My Lords, we have heard a series of extremely thoughtful and well-considered speeches, which underlines the fact that we need a full day’s debate on Ukraine very early in the new year.
If your Lordships had any doubt about the terrible things that we are facing, please go across to Portcullis House, where, within the parliamentary precinct, there is the most extraordinarily shocking exhibition of war crimes, opened by the brave Madam Zelenska only two days ago. However doubting you might be, that will reinforce that we face something evil. This is why I am particularly glad that this debate was introduced by a profound Christian thinker, the noble and right reverend Lord, Lord Harries, who has done so much for this country over so long.
We have to exploit modern contrivances—24-hour news and even social media, which I hate so much—to get across to the Russian people that they are not our enemy. Their enemy is their leader. We have to get across to them that they need fear nothing about their national security.
Both the noble Lord, Lord Campbell-Savours, and my noble friend Lady Meyer referred to the last war. Anybody who has been to Russia and talks to Russians knows that that spectre of the 27 million dead, which helped to mould their national character, will not go away, and they need to feel security. But the security that they need cannot be provided by a megalomaniac dictator. Somehow, we have to get this across to them, and to get it across to a people who have no infrastructure of democracy. Apart from the brief experiment before the Bolshevik revolution, they have lived in an absolutist regime for centuries, and they are living under a tsar now.
The noble and gallant Lord, Lord Houghton of Richmond, was very wise when he talked about our being essentially careful as well as determined—careful
because a nuclear conflagration has no winner, and everyone is a loser. Equally, if Ukraine is defeated, we have all lost, because we have lost something that is essentially precious to us.
We all know that it is enormously complicated, but we have within your Lordships’ House many like the noble and gallant Lord who have great personal experience and wisdom to offer. I hope that in another debate we will hear again from the noble Lord, Lord Robertson of Port Ellen, who was such a splendid Secretary-General of NATO. We all need to come together very early in the new year and have a full-scale debate on the future of Ukraine, knowing that, at the end of the day, as has been said, negotiations will have to take place. Those negotiations must be such that not an inch of the territory occupied by Ukraine on 24 February falls into Russian hands permanently. There must be international guarantees, underwritten by the United Nations, perhaps with a European NATO peacekeeping force—there is no reason why the UN and NATO should not work together in this.
The stakes are very high—they have never been higher—but we must bring calm consideration, and I hope that this useful debate will be a beginning for another chapter of that.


Out of the data below, copy every line with the string "recall".

## Material provided
*** Block opens ***
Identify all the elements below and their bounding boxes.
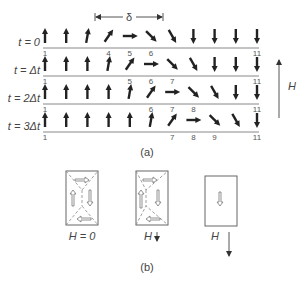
spin-arrow-icon xyxy=(145,84,159,100)
spin-arrow-icon xyxy=(230,112,243,128)
spin-arrow-icon xyxy=(84,84,90,99)
spin-arrow-icon xyxy=(84,56,90,71)
spin-arrow-icon xyxy=(63,84,69,99)
panel-label-h-small: H xyxy=(144,230,152,242)
time-label: t = Δt xyxy=(14,64,41,76)
position-tick-label: 1 xyxy=(43,133,48,142)
field-arrow-up: H xyxy=(279,60,296,118)
domain-wall-diagram: δ t = 0145611t = Δt156711t = 2Δt167811t … xyxy=(0,0,302,282)
spin-row: t = Δt156711 xyxy=(14,56,262,86)
spin-arrow-icon xyxy=(127,112,133,127)
spin-row: t = 2Δt167811 xyxy=(8,84,262,114)
spin-arrow-icon xyxy=(102,28,116,44)
spin-arrow-icon xyxy=(63,112,69,127)
spin-arrow-icon xyxy=(63,56,69,71)
position-tick-label: 5 xyxy=(128,77,133,86)
spin-arrow-icon xyxy=(123,56,137,72)
spin-arrow-icon xyxy=(106,112,112,127)
position-tick-label: 4 xyxy=(106,49,111,58)
spin-arrow-icon xyxy=(144,61,159,67)
position-tick-label: 5 xyxy=(128,49,133,58)
field-label: H xyxy=(288,80,296,92)
spin-arrow-icon xyxy=(209,84,222,100)
spin-rows: t = 0145611t = Δt156711t = 2Δt167811t = … xyxy=(8,28,262,142)
position-tick-label: 7 xyxy=(170,105,175,114)
position-tick-label: 6 xyxy=(149,77,154,86)
spin-arrow-icon xyxy=(165,57,180,72)
spin-arrow-icon xyxy=(254,85,260,100)
spin-arrow-icon xyxy=(233,85,239,100)
spin-arrow-icon xyxy=(165,89,180,95)
spin-arrow-icon xyxy=(166,112,180,128)
spin-arrow-icon xyxy=(123,33,138,39)
spin-arrow-icon xyxy=(254,29,260,44)
spin-arrow-icon xyxy=(233,57,239,72)
domain-panel-h-small: H xyxy=(136,171,168,242)
spin-row: t = 0145611 xyxy=(18,28,261,58)
spin-arrow-icon xyxy=(208,113,223,128)
spin-arrow-icon xyxy=(186,85,201,100)
position-tick-label: 11 xyxy=(253,133,262,142)
spin-arrow-icon xyxy=(63,28,69,43)
spin-arrow-icon xyxy=(83,28,92,44)
spin-arrow-icon xyxy=(212,29,218,44)
domain-panel-h-zero: H = 0 xyxy=(66,171,98,242)
spin-arrow-icon xyxy=(84,112,90,127)
spin-arrow-icon xyxy=(42,28,48,43)
spin-arrow-icon xyxy=(187,56,200,72)
spin-arrow-icon xyxy=(166,28,179,44)
spin-arrow-icon xyxy=(186,117,201,123)
domain-panel-h-large: H xyxy=(205,176,237,256)
spin-row: t = 3Δt178911 xyxy=(8,112,262,142)
spin-arrow-icon xyxy=(212,57,218,72)
position-tick-label: 6 xyxy=(149,49,154,58)
position-tick-label: 8 xyxy=(191,105,196,114)
position-tick-label: 11 xyxy=(253,49,262,58)
spin-arrow-icon xyxy=(144,29,159,44)
spin-arrow-icon xyxy=(106,84,112,99)
spin-arrow-icon xyxy=(190,29,196,44)
position-tick-label: 8 xyxy=(191,133,196,142)
spin-arrow-icon xyxy=(42,112,48,127)
position-tick-label: 6 xyxy=(149,105,154,114)
caption-a: (a) xyxy=(140,146,153,158)
spin-arrow-icon xyxy=(233,29,239,44)
position-tick-label: 9 xyxy=(212,133,217,142)
position-tick-label: 11 xyxy=(253,77,262,86)
time-label: t = 2Δt xyxy=(8,92,41,104)
position-tick-label: 7 xyxy=(170,133,175,142)
spin-arrow-icon xyxy=(254,57,260,72)
time-label: t = 0 xyxy=(18,36,41,48)
delta-label: δ xyxy=(126,11,132,23)
time-label: t = 3Δt xyxy=(8,120,41,132)
panel-label-h-large: H xyxy=(211,230,219,242)
spin-arrow-icon xyxy=(42,56,48,71)
panel-label-h-zero: H = 0 xyxy=(69,230,96,242)
caption-b: (b) xyxy=(140,261,153,273)
spin-arrow-icon xyxy=(254,113,260,128)
delta-span: δ xyxy=(95,11,163,23)
spin-arrow-icon xyxy=(42,84,48,99)
position-tick-label: 11 xyxy=(253,105,262,114)
position-tick-label: 7 xyxy=(170,77,175,86)
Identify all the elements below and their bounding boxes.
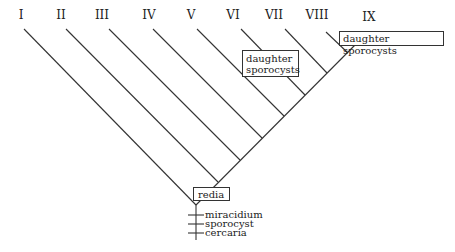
branch-IV-line — [153, 29, 262, 138]
branch-II-line — [66, 29, 218, 182]
branch-label-IX: IX — [362, 11, 375, 23]
box-text-line1: daughter — [246, 53, 295, 64]
branch-label-V: V — [187, 9, 196, 21]
box-text: redia — [198, 189, 224, 200]
branch-III-line — [109, 29, 240, 160]
stage-label-cercaria: cercaria — [205, 228, 247, 238]
branch-label-VII: VII — [265, 9, 283, 21]
branch-label-VI: VI — [226, 9, 239, 21]
redia-box: redia — [193, 187, 230, 201]
branch-label-IV: IV — [142, 9, 155, 21]
branch-I-line — [24, 29, 196, 205]
box-text-line2: sporocysts — [246, 64, 295, 75]
box-text: daughter sporocysts — [343, 33, 397, 56]
branch-label-I: I — [19, 9, 24, 21]
branch-label-II: II — [56, 9, 65, 21]
daughter-sporocysts-box-mid: daughter sporocysts — [242, 50, 299, 77]
daughter-sporocysts-box-top: daughter sporocysts — [339, 31, 444, 46]
cladogram: I II III IV V VI VII VIII IX daughter sp… — [0, 0, 455, 252]
branch-label-III: III — [95, 9, 109, 21]
branch-label-VIII: VIII — [306, 9, 329, 21]
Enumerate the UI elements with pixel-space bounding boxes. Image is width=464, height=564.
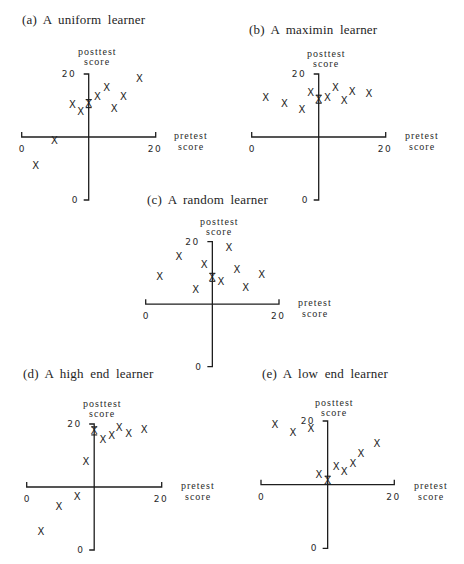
x-axis-label-line1: pretest bbox=[298, 297, 332, 308]
data-point-x-marker: X bbox=[51, 135, 58, 146]
data-point-x-marker: X bbox=[262, 92, 269, 103]
data-point-x-marker: X bbox=[74, 491, 81, 502]
x-axis-label-line2: score bbox=[418, 491, 444, 502]
data-point-x-marker: X bbox=[83, 456, 90, 467]
data-point-x-marker: X bbox=[333, 461, 340, 472]
y-tick-0: 0 bbox=[72, 195, 79, 205]
data-point-x-marker: X bbox=[111, 103, 118, 114]
data-point-x-marker: X bbox=[234, 264, 241, 275]
x-axis-label-line1: pretest bbox=[405, 130, 439, 141]
y-tick-0: 0 bbox=[195, 362, 202, 372]
data-point-x-marker: X bbox=[99, 434, 106, 445]
data-point-x-marker: X bbox=[103, 82, 110, 93]
x-tick-0: 0 bbox=[24, 494, 31, 504]
data-point-x-marker: X bbox=[242, 282, 249, 293]
data-point-x-marker: X bbox=[201, 259, 208, 270]
data-point-x-marker: X bbox=[136, 73, 143, 84]
data-point-x-marker: X bbox=[218, 276, 225, 287]
x-axis-label-line2: score bbox=[302, 308, 328, 319]
data-point-x-marker: X bbox=[349, 458, 356, 469]
data-point-x-marker: X bbox=[289, 427, 296, 438]
x-tick-20: 20 bbox=[271, 311, 285, 321]
x-tick-20: 20 bbox=[378, 144, 392, 154]
data-point-x-marker: X bbox=[192, 284, 199, 295]
y-axis-label-line2: score bbox=[84, 56, 110, 67]
data-point-x-marker: X bbox=[125, 428, 132, 439]
data-point-x-marker: X bbox=[37, 526, 44, 537]
data-point-x-marker: X bbox=[307, 423, 314, 434]
data-point-x-marker: X bbox=[373, 438, 380, 449]
x-tick-0: 0 bbox=[258, 492, 265, 502]
data-point-x-marker: X bbox=[69, 99, 76, 110]
y-tick-20: 20 bbox=[292, 69, 306, 79]
x-axis-label-line1: pretest bbox=[181, 480, 215, 491]
data-point-x-marker: X bbox=[271, 419, 278, 430]
plots-canvas: 020200posttestscorepretestscoreXXXXXXXXX… bbox=[0, 0, 464, 564]
data-point-x-marker: X bbox=[141, 424, 148, 435]
data-point-x-marker: X bbox=[281, 98, 288, 109]
y-tick-0: 0 bbox=[302, 195, 309, 205]
y-axis-label-line2: score bbox=[321, 407, 347, 418]
data-point-x-marker: X bbox=[324, 92, 331, 103]
x-tick-0: 0 bbox=[143, 311, 150, 321]
x-tick-20: 20 bbox=[154, 494, 168, 504]
y-axis-label-line2: score bbox=[89, 408, 115, 419]
x-tick-0: 0 bbox=[249, 144, 256, 154]
data-point-x-marker: X bbox=[116, 422, 123, 433]
data-point-x-marker: X bbox=[108, 430, 115, 441]
data-point-x-marker: X bbox=[77, 106, 84, 117]
data-point-x-marker: X bbox=[176, 251, 183, 262]
data-point-x-marker: X bbox=[315, 469, 322, 480]
data-point-x-marker: X bbox=[32, 160, 39, 171]
data-point-x-marker: X bbox=[341, 466, 348, 477]
data-point-x-marker: X bbox=[156, 271, 163, 282]
y-tick-20: 20 bbox=[62, 69, 76, 79]
x-axis-label-line1: pretest bbox=[174, 130, 208, 141]
data-point-x-marker: X bbox=[226, 242, 233, 253]
data-point-x-marker: X bbox=[120, 91, 127, 102]
y-axis-label-line2: score bbox=[206, 226, 232, 237]
data-point-x-marker: X bbox=[341, 95, 348, 106]
data-point-x-marker: X bbox=[349, 86, 356, 97]
x-tick-20: 20 bbox=[386, 492, 400, 502]
x-axis-label-line1: pretest bbox=[414, 480, 448, 491]
data-point-x-marker: X bbox=[258, 269, 265, 280]
data-point-x-marker: X bbox=[298, 104, 305, 115]
y-tick-0: 0 bbox=[77, 545, 84, 555]
data-point-x-marker: X bbox=[332, 82, 339, 93]
x-tick-0: 0 bbox=[19, 144, 26, 154]
data-point-x-marker: X bbox=[357, 448, 364, 459]
x-axis-label-line2: score bbox=[178, 141, 204, 152]
y-tick-0: 0 bbox=[311, 543, 318, 553]
x-axis-label-line2: score bbox=[185, 491, 211, 502]
y-tick-20: 20 bbox=[185, 237, 199, 247]
y-tick-20: 20 bbox=[67, 419, 81, 429]
x-tick-20: 20 bbox=[148, 144, 162, 154]
x-axis-label-line2: score bbox=[409, 141, 435, 152]
data-point-x-marker: X bbox=[365, 88, 372, 99]
data-point-x-marker: X bbox=[94, 91, 101, 102]
data-point-x-marker: X bbox=[56, 501, 63, 512]
data-point-x-marker: X bbox=[307, 87, 314, 98]
y-axis-label-line2: score bbox=[313, 58, 339, 69]
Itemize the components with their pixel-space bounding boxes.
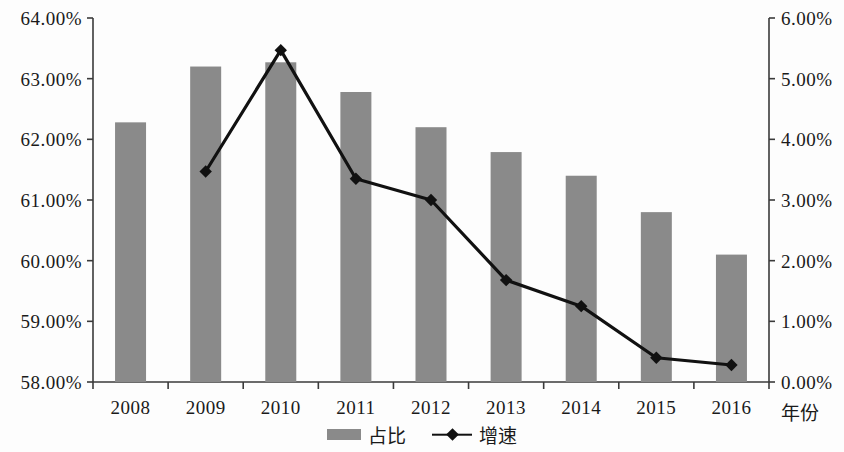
left-axis-tick-62: 62.00%: [20, 130, 82, 149]
bar-2010: [265, 62, 296, 382]
chart-plot-area: [0, 0, 844, 452]
bar-2009: [190, 67, 221, 382]
left-axis-tick-58: 58.00%: [20, 373, 82, 392]
left-axis-tick-63: 63.00%: [20, 69, 82, 88]
left-axis-tick-59: 59.00%: [20, 312, 82, 331]
legend-line-diamond-icon: [432, 429, 472, 441]
x-axis-tick-2008: 2008: [111, 398, 151, 417]
legend-label-bar: 占比: [368, 421, 406, 448]
right-axis-tick-2: 2.00%: [781, 251, 833, 270]
chart-container: 58.00%59.00%60.00%61.00%62.00%63.00%64.0…: [0, 0, 844, 452]
legend-bar-swatch-icon: [327, 429, 361, 440]
bar-2014: [566, 176, 597, 382]
chart-legend: 占比 增速: [0, 421, 844, 448]
x-axis-tick-2012: 2012: [411, 398, 451, 417]
right-axis-tick-4: 4.00%: [781, 130, 833, 149]
right-axis-tick-5: 5.00%: [781, 69, 833, 88]
bar-2011: [340, 92, 371, 382]
bar-2008: [115, 122, 146, 382]
right-axis-tick-0: 0.00%: [781, 373, 833, 392]
right-axis-tick-1: 1.00%: [781, 312, 833, 331]
legend-item-bar[interactable]: 占比: [327, 421, 406, 448]
right-axis-tick-6: 6.00%: [781, 9, 833, 28]
legend-label-line: 增速: [479, 421, 517, 448]
right-axis-tick-3: 3.00%: [781, 191, 833, 210]
left-axis-tick-64: 64.00%: [20, 9, 82, 28]
left-axis-tick-61: 61.00%: [20, 191, 82, 210]
bar-series-group: [115, 62, 747, 382]
x-axis-tick-2010: 2010: [261, 398, 301, 417]
x-axis-tick-2009: 2009: [186, 398, 226, 417]
x-axis-tick-2011: 2011: [336, 398, 375, 417]
bar-2012: [416, 127, 447, 382]
x-axis-tick-2015: 2015: [636, 398, 676, 417]
legend-item-line[interactable]: 增速: [432, 421, 517, 448]
left-axis-tick-60: 60.00%: [20, 251, 82, 270]
x-axis-tick-2013: 2013: [486, 398, 526, 417]
x-axis-tick-2014: 2014: [561, 398, 601, 417]
x-axis-tick-2016: 2016: [711, 398, 751, 417]
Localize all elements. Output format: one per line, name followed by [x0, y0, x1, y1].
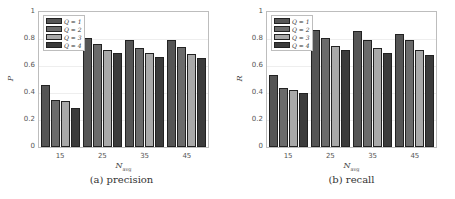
- y-tick-label: 1: [243, 7, 263, 15]
- legend-label: Q = 3: [64, 34, 82, 41]
- bar-q4-n35: [383, 53, 392, 148]
- legend-label: Q = 3: [292, 34, 310, 41]
- x-tick-label: 35: [363, 152, 383, 160]
- legend-item: Q = 3: [46, 33, 82, 41]
- x-tick-label: 25: [320, 152, 340, 160]
- bar-q1-n25: [83, 38, 92, 147]
- y-tick-label: 0.2: [15, 115, 35, 123]
- legend: Q = 1Q = 2Q = 3Q = 4: [271, 15, 313, 51]
- x-axis-label-subscript: avg: [351, 166, 360, 172]
- bar-q3-n35: [373, 48, 382, 147]
- y-tick-label: 0.4: [15, 88, 35, 96]
- figure-caption: (b) recall: [238, 174, 455, 185]
- legend: Q = 1Q = 2Q = 3Q = 4: [43, 15, 85, 51]
- legend-label: Q = 4: [64, 42, 82, 49]
- bar-q3-n45: [187, 54, 196, 147]
- legend-label: Q = 1: [64, 18, 82, 25]
- legend-swatch: [274, 18, 290, 24]
- x-tick-label: 35: [135, 152, 155, 160]
- bar-q4-n35: [155, 57, 164, 147]
- legend-label: Q = 2: [292, 26, 310, 33]
- x-tick-label: 45: [405, 152, 425, 160]
- bar-q1-n45: [395, 34, 404, 147]
- y-axis-label: R: [235, 75, 244, 81]
- bar-q4-n15: [299, 93, 308, 147]
- bar-q2-n25: [93, 44, 102, 147]
- x-axis-label-main: N: [344, 161, 351, 170]
- legend-item: Q = 1: [46, 17, 82, 25]
- legend-item: Q = 4: [46, 41, 82, 49]
- legend-label: Q = 1: [292, 18, 310, 25]
- bar-q1-n15: [269, 75, 278, 147]
- plot-area: Q = 1Q = 2Q = 3Q = 4: [38, 11, 209, 148]
- figure-caption: (a) precision: [8, 174, 235, 185]
- legend-swatch: [46, 34, 62, 40]
- bar-q3-n25: [103, 50, 112, 147]
- y-tick-label: 0: [243, 142, 263, 150]
- legend-swatch: [274, 42, 290, 48]
- legend-swatch: [46, 18, 62, 24]
- y-tick-label: 0.8: [243, 34, 263, 42]
- bar-q4-n25: [341, 50, 350, 147]
- x-tick-label: 15: [278, 152, 298, 160]
- bar-q2-n45: [405, 40, 414, 147]
- x-tick-label: 15: [50, 152, 70, 160]
- bar-q4-n45: [197, 58, 206, 147]
- y-tick-label: 1: [15, 7, 35, 15]
- bar-q2-n45: [177, 47, 186, 147]
- bar-q1-n45: [167, 40, 176, 147]
- recall-panel: Q = 1Q = 2Q = 3Q = 400.20.40.60.81152535…: [228, 0, 455, 199]
- legend-swatch: [46, 42, 62, 48]
- x-axis-label: Navg: [344, 161, 360, 172]
- y-tick-label: 0.6: [15, 61, 35, 69]
- y-tick-label: 0.2: [243, 115, 263, 123]
- x-tick-label: 25: [92, 152, 112, 160]
- x-axis-label: Navg: [116, 161, 132, 172]
- bar-q3-n45: [415, 50, 424, 147]
- bar-q3-n15: [61, 101, 70, 147]
- y-tick-label: 0.4: [243, 88, 263, 96]
- bar-q1-n35: [125, 40, 134, 147]
- legend-item: Q = 4: [274, 41, 310, 49]
- legend-item: Q = 2: [46, 25, 82, 33]
- bar-q2-n35: [363, 40, 372, 147]
- legend-swatch: [274, 26, 290, 32]
- plot-area: Q = 1Q = 2Q = 3Q = 4: [266, 11, 437, 148]
- x-tick-label: 45: [177, 152, 197, 160]
- legend-swatch: [274, 34, 290, 40]
- bar-q3-n15: [289, 90, 298, 147]
- y-tick-label: 0.8: [15, 34, 35, 42]
- bar-q2-n35: [135, 48, 144, 147]
- legend-label: Q = 4: [292, 42, 310, 49]
- legend-item: Q = 3: [274, 33, 310, 41]
- y-tick-label: 0: [15, 142, 35, 150]
- bar-q2-n25: [321, 38, 330, 147]
- x-axis-label-main: N: [116, 161, 123, 170]
- legend-label: Q = 2: [64, 26, 82, 33]
- bar-q2-n15: [279, 88, 288, 147]
- x-axis-label-subscript: avg: [123, 166, 132, 172]
- bar-q4-n25: [113, 53, 122, 148]
- legend-item: Q = 2: [274, 25, 310, 33]
- bar-q3-n35: [145, 53, 154, 148]
- bar-q1-n15: [41, 85, 50, 147]
- bar-q2-n15: [51, 100, 60, 147]
- precision-panel: Q = 1Q = 2Q = 3Q = 400.20.40.60.81152535…: [0, 0, 227, 199]
- bar-q1-n35: [353, 31, 362, 147]
- bar-q3-n25: [331, 46, 340, 147]
- legend-item: Q = 1: [274, 17, 310, 25]
- legend-swatch: [46, 26, 62, 32]
- bar-q4-n15: [71, 108, 80, 147]
- bar-q4-n45: [425, 55, 434, 147]
- y-tick-label: 0.6: [243, 61, 263, 69]
- y-axis-label: P: [6, 75, 15, 80]
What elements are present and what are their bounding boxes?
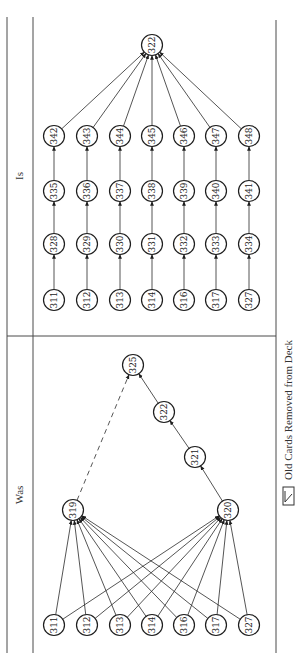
- node-label: 341: [244, 182, 254, 199]
- card-node-332: 332: [174, 234, 195, 255]
- card-node-333: 333: [206, 234, 227, 255]
- node-label: 347: [211, 127, 221, 144]
- node-label: 346: [179, 127, 189, 144]
- card-node-329: 329: [77, 234, 98, 255]
- node-label: 313: [115, 291, 125, 308]
- card-node-313: 313: [110, 290, 131, 311]
- arrow: [170, 421, 189, 449]
- node-label: 314: [147, 291, 157, 308]
- card-node-334: 334: [239, 234, 260, 255]
- card-node-335: 335: [44, 181, 65, 202]
- node-label: 327: [244, 616, 254, 633]
- node-label: 314: [147, 616, 157, 633]
- card-node-313: 313: [110, 615, 131, 636]
- card-node-322: 322: [154, 402, 175, 423]
- diagram-frame: [7, 17, 276, 653]
- card-node-312: 312: [77, 290, 98, 311]
- card-node-321: 321: [185, 447, 206, 468]
- arrow: [74, 520, 85, 614]
- panel-title-is: Is: [13, 172, 25, 180]
- node-label: 316: [179, 291, 189, 308]
- arrow: [160, 52, 242, 129]
- legend: Old Cards Removed from Deck: [282, 340, 294, 505]
- node-label: 335: [49, 182, 59, 199]
- card-node-320: 320: [218, 500, 239, 521]
- node-label: 319: [68, 501, 78, 518]
- node-label: 344: [115, 127, 125, 144]
- card-node-338: 338: [142, 181, 163, 202]
- card-node-311: 311: [44, 290, 65, 311]
- card-node-344: 344: [110, 126, 131, 147]
- card-node-327: 327: [239, 290, 260, 311]
- card-node-316: 316: [174, 615, 195, 636]
- card-node-337: 337: [110, 181, 131, 202]
- arrow: [201, 466, 223, 501]
- node-label: 313: [115, 616, 125, 633]
- node-label: 320: [223, 501, 233, 518]
- node-label: 333: [211, 235, 221, 252]
- arrow: [95, 517, 220, 619]
- node-label: 337: [115, 182, 125, 199]
- node-label: 322: [147, 36, 157, 53]
- card-node-330: 330: [110, 234, 131, 255]
- node-label: 317: [211, 616, 221, 633]
- arrow: [123, 55, 148, 126]
- node-label: 330: [115, 235, 125, 252]
- arrow: [158, 54, 210, 128]
- node-label: 325: [128, 356, 138, 373]
- panel-title-was: Was: [13, 486, 25, 505]
- card-node-341: 341: [239, 181, 260, 202]
- node-label: 327: [244, 291, 254, 308]
- card-node-343: 343: [77, 126, 98, 147]
- card-node-347: 347: [206, 126, 227, 147]
- card-node-325: 325: [123, 355, 144, 376]
- node-label: 332: [179, 235, 189, 252]
- card-node-345: 345: [142, 126, 163, 147]
- arrow: [81, 517, 208, 619]
- arrow: [62, 52, 145, 129]
- card-node-327: 327: [239, 615, 260, 636]
- dashed-arrow: [77, 375, 129, 501]
- arrow: [139, 374, 158, 403]
- node-label: 345: [147, 127, 157, 144]
- card-node-317: 317: [206, 290, 227, 311]
- node-label: 336: [82, 182, 92, 199]
- node-label: 334: [244, 235, 254, 252]
- arrow: [63, 516, 219, 619]
- arrow: [93, 54, 146, 128]
- card-node-312: 312: [77, 615, 98, 636]
- node-label: 339: [179, 182, 189, 199]
- arrow: [56, 520, 72, 614]
- legend-label: Old Cards Removed from Deck: [282, 340, 294, 480]
- node-label: 329: [82, 235, 92, 252]
- arrow: [155, 55, 180, 126]
- node-label: 343: [82, 127, 92, 144]
- node-label: 317: [211, 291, 221, 308]
- node-label: 311: [49, 291, 59, 308]
- card-node-348: 348: [239, 126, 260, 147]
- card-node-336: 336: [77, 181, 98, 202]
- card-node-339: 339: [174, 181, 195, 202]
- card-node-331: 331: [142, 234, 163, 255]
- card-node-316: 316: [174, 290, 195, 311]
- node-label: 312: [82, 291, 92, 308]
- card-node-346: 346: [174, 126, 195, 147]
- card-node-314: 314: [142, 615, 163, 636]
- nodes-layer: 3113123133143163173273283293303313323333…: [44, 35, 260, 636]
- card-node-311: 311: [44, 615, 65, 636]
- node-label: 338: [147, 182, 157, 199]
- card-node-340: 340: [206, 181, 227, 202]
- is-was-card-flow-diagram: Is Was 311312313314316317327328329330331…: [0, 0, 297, 659]
- arrow: [82, 516, 240, 620]
- card-node-342: 342: [44, 126, 65, 147]
- node-label: 348: [244, 127, 254, 144]
- node-label: 342: [49, 127, 59, 144]
- node-label: 311: [49, 616, 59, 633]
- arrow: [230, 520, 247, 614]
- node-label: 340: [211, 182, 221, 199]
- card-node-328: 328: [44, 234, 65, 255]
- card-node-319: 319: [63, 500, 84, 521]
- node-label: 322: [159, 403, 169, 420]
- node-label: 312: [82, 616, 92, 633]
- card-node-322: 322: [142, 35, 163, 56]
*** Block closes ***
## Your response
- figure-caption: (b) recall: [238, 174, 455, 185]
- recall-panel: Q = 1Q = 2Q = 3Q = 400.20.40.60.81152535…: [228, 0, 455, 199]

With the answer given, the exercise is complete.